After years without a comprehensive recycling program at Boston University, CAS will significantly increase the school’s recycling coverage, according to College of Arts and Sciences Forum President Kyle Wackenheim.
Wackenheim said new plastic and aluminum recycling bins will be added near the CAS basement cafe´. Newspaper bins will be added at the building’s entrances near the Tsai Center’s four other main entrances.
The CAS Forum proposal has been approved by CAS Dean Dennis Berkey and Buildings and Grounds officials, Wackenheim said. He said the proposal was a combined effort with the Environmental Student Organization, which donated $30 to the effort.
ESO President Aaron Michel and BU officials said they are optimistic more changes could be in the offing before the end of the school year.
One large breakthrough came earlier in the academic year, when the ESO formulated a petition for students to voice their opinions on the recycling issue, according to Michel. He said the ESO signature-gathering effort that culminated on Recycling Day in November on Marsh Plaza was a success.
“It was surprisingly easy to get people to sign,” Michel said. “We had 2,000 petitions [signed] in only three or four weeks.”
Soon after revealing the petitions to the administration, Assistant Provost Michael Field told ESO the administration was looking to help the group improve the school’s recycling program.
“We must find cost-effective ways to do environmentally sustainable recycling and similar projects,” Field said.
Until this year, Michel said ESO had never received responses from the administration in regard to its recycling proposals.
“We had tried everything in the past to talk to the administration and have always been brick-walled,” he said. “This year has turned a new leaf.”
Michel guessed their bad luck in the past came with their failure to approach the right person.
“The administration is composed of many different people with different things they care about,” Michel said. “In the past we’ve made the mistake of speaking to the wrong individuals.”
According to ESO recycling co-chair Joanna Fehlauer, little opportunity exists for students to recycle, other than the bins in dormitories.
“Recycling should be convenient and easy for the students to do, and that’s what we’re looking to accomplish,” Fehlauer said.
Fehlauer said ESO is interested in expanding the availability of recycling bins around campus and wants to improve recycling in the dorms, which the group said is lacking.
Recycling bins are currently available only in the lobby levels of dorms, and it is up to the students to bring recyclable goods down from their floors.
“We’re working with the Warren Towers [Residence Hall Association] to have a trial tower for organized recycling,” Michel said. “If it works, we’ll expand it to the other towers and other dorms.”
During the trial, ESO would place bins on each floor of the tower and ask for volunteers to bring the bins to the larger bins on the fourth floor.
“If this goes into effect, we will need to have another pickup day, possibly two more pickup days a week,” said College of Engineering sophomore Brandon Johnson, who acts as the recycling chair for Warren Towers’ A Tower. “This would mean a lot more work for everyone involved, but it would mean three-times the recycling, which is the goal.”
“We’re [planning on] setting a meeting for next Wednesday at 7 [p.m.] in Warren Towers, and all students interested in helping out can come to the meeting for shifting responsibility,” Michel said.
Michel said ESO plans to meet with Custodial and Maintenance Administrator Michael Lyons to discuss potential recycling programs for other areas of the campus as well.
“The more people that get involved with recycling, the better,” Lyons said. “I think [the meeting with ESO will be] a positive step.”
Michel agreed with Fehlauer, saying a major factor leading to the lack of student recycling is that students are not given a good chance.
“A large issue has always been the convenience of recycling for students,” Michel said. “A lot of times they will not go out of their way to recycle, but they will recycle if they have the chance.”
Wackenheim said wide-scale changes wouldn’t come until BU has someone in charge of campus-wide recycling. He said more efforts will have to be made to expand recycling efforts in CAS and throughout BU next year.
According to The Boston Globe, the Massachusetts Department of Environmental Protection has set a goal to raise the recycling rate from 54 percent in the year 2000 to 70 percent in 2010.
“Recycling is important because you can actually accomplish something physical that needs to be done,” Johnson said. “I think that when there’s something that clearly needs to be done that can be easily done, then you should always start with that.”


[YOUR OBJECTIVE]: The answer must be an exact copy of the records, with no pictures in it.

[MATERIAL SHOWN]:
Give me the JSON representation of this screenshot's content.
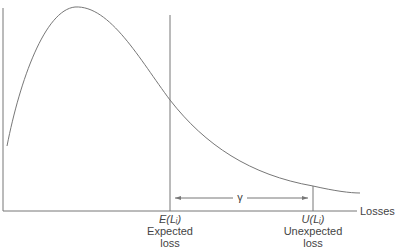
{
  "diagram": {
    "x_axis_label": "Losses",
    "gamma_label": "γ",
    "expected": {
      "symbol": "E(Lᵢ)",
      "line1": "Expected",
      "line2": "loss"
    },
    "unexpected": {
      "symbol": "U(Lᵢ)",
      "line1": "Unexpected",
      "line2": "loss"
    },
    "line_color": "#666666"
  }
}
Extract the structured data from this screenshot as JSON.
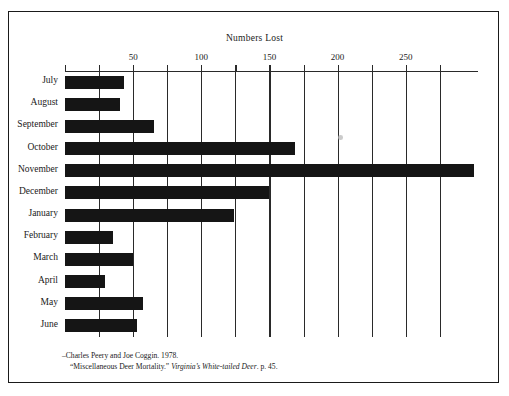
{
  "figure": {
    "frame_color": "#1a1a1a",
    "bar_color": "#151515",
    "axis_color": "#2a2a2a",
    "background": "#ffffff"
  },
  "citation": {
    "line1": "–Charles Peery and Joe Coggin.  1978.",
    "line2_pre": "“Miscellaneous Deer Mortality.” ",
    "line2_italic": "Virginia’s White-tailed Deer",
    "line2_post": ". p. 45."
  },
  "chart_data": {
    "type": "bar",
    "orientation": "horizontal",
    "title": "Numbers Lost",
    "xlabel": "Numbers Lost",
    "ylabel": "",
    "categories": [
      "July",
      "August",
      "September",
      "October",
      "November",
      "December",
      "January",
      "February",
      "March",
      "April",
      "May",
      "June"
    ],
    "values": [
      43,
      40,
      65,
      169,
      300,
      150,
      124,
      35,
      50,
      29,
      57,
      53
    ],
    "xlim": [
      0,
      303
    ],
    "tick_values": [
      0,
      25,
      50,
      75,
      100,
      125,
      150,
      175,
      200,
      225,
      250,
      275
    ],
    "tick_labels": [
      "",
      "",
      "50",
      "",
      "100",
      "",
      "150",
      "",
      "200",
      "",
      "250",
      ""
    ],
    "grid": true,
    "grid_axis": "x",
    "legend": false,
    "axis_position": "top"
  }
}
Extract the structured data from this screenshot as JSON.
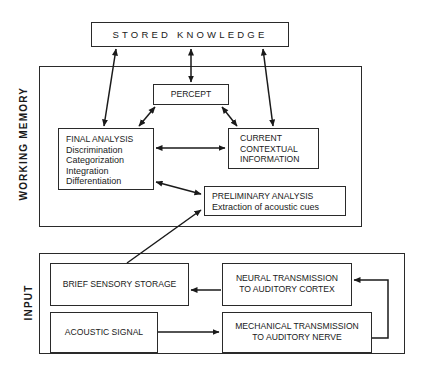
{
  "diagram": {
    "stored_knowledge": "STORED KNOWLEDGE",
    "working_memory": {
      "label": "WORKING MEMORY",
      "percept": "PERCEPT",
      "final_analysis": {
        "title": "FINAL ANALYSIS",
        "items": [
          "Discrimination",
          "Categorization",
          "Integration",
          "Differentiation"
        ]
      },
      "current_context": [
        "CURRENT",
        "CONTEXTUAL",
        "INFORMATION"
      ],
      "preliminary": {
        "title": "PRELIMINARY ANALYSIS",
        "subtitle": "Extraction of acoustic cues"
      }
    },
    "input": {
      "label": "INPUT",
      "brief_sensory": "BRIEF SENSORY STORAGE",
      "neural": [
        "NEURAL TRANSMISSION",
        "TO AUDITORY CORTEX"
      ],
      "acoustic": "ACOUSTIC SIGNAL",
      "mechanical": [
        "MECHANICAL TRANSMISSION",
        "TO AUDITORY NERVE"
      ]
    }
  }
}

[THE ANSWER]:
Give me the JSON representation of this screenshot's content.
{
  "diagram": {
    "x_axis_label": "Losses",
    "gamma_label": "γ",
    "expected": {
      "symbol": "E(Lᵢ)",
      "line1": "Expected",
      "line2": "loss"
    },
    "unexpected": {
      "symbol": "U(Lᵢ)",
      "line1": "Unexpected",
      "line2": "loss"
    },
    "line_color": "#666666"
  }
}
Extract the structured data from this screenshot as JSON.
{
  "figure": {
    "frame_color": "#1a1a1a",
    "bar_color": "#151515",
    "axis_color": "#2a2a2a",
    "background": "#ffffff"
  },
  "citation": {
    "line1": "–Charles Peery and Joe Coggin.  1978.",
    "line2_pre": "“Miscellaneous Deer Mortality.” ",
    "line2_italic": "Virginia’s White-tailed Deer",
    "line2_post": ". p. 45."
  },
  "chart_data": {
    "type": "bar",
    "orientation": "horizontal",
    "title": "Numbers Lost",
    "xlabel": "Numbers Lost",
    "ylabel": "",
    "categories": [
      "July",
      "August",
      "September",
      "October",
      "November",
      "December",
      "January",
      "February",
      "March",
      "April",
      "May",
      "June"
    ],
    "values": [
      43,
      40,
      65,
      169,
      300,
      150,
      124,
      35,
      50,
      29,
      57,
      53
    ],
    "xlim": [
      0,
      303
    ],
    "tick_values": [
      0,
      25,
      50,
      75,
      100,
      125,
      150,
      175,
      200,
      225,
      250,
      275
    ],
    "tick_labels": [
      "",
      "",
      "50",
      "",
      "100",
      "",
      "150",
      "",
      "200",
      "",
      "250",
      ""
    ],
    "grid": true,
    "grid_axis": "x",
    "legend": false,
    "axis_position": "top"
  }
}
Extract the structured data from this screenshot as JSON.
{
  "diagram": {
    "stored_knowledge": "STORED KNOWLEDGE",
    "working_memory": {
      "label": "WORKING MEMORY",
      "percept": "PERCEPT",
      "final_analysis": {
        "title": "FINAL ANALYSIS",
        "items": [
          "Discrimination",
          "Categorization",
          "Integration",
          "Differentiation"
        ]
      },
      "current_context": [
        "CURRENT",
        "CONTEXTUAL",
        "INFORMATION"
      ],
      "preliminary": {
        "title": "PRELIMINARY ANALYSIS",
        "subtitle": "Extraction of acoustic cues"
      }
    },
    "input": {
      "label": "INPUT",
      "brief_sensory": "BRIEF SENSORY STORAGE",
      "neural": [
        "NEURAL TRANSMISSION",
        "TO AUDITORY CORTEX"
      ],
      "acoustic": "ACOUSTIC SIGNAL",
      "mechanical": [
        "MECHANICAL TRANSMISSION",
        "TO AUDITORY NERVE"
      ]
    }
  }
}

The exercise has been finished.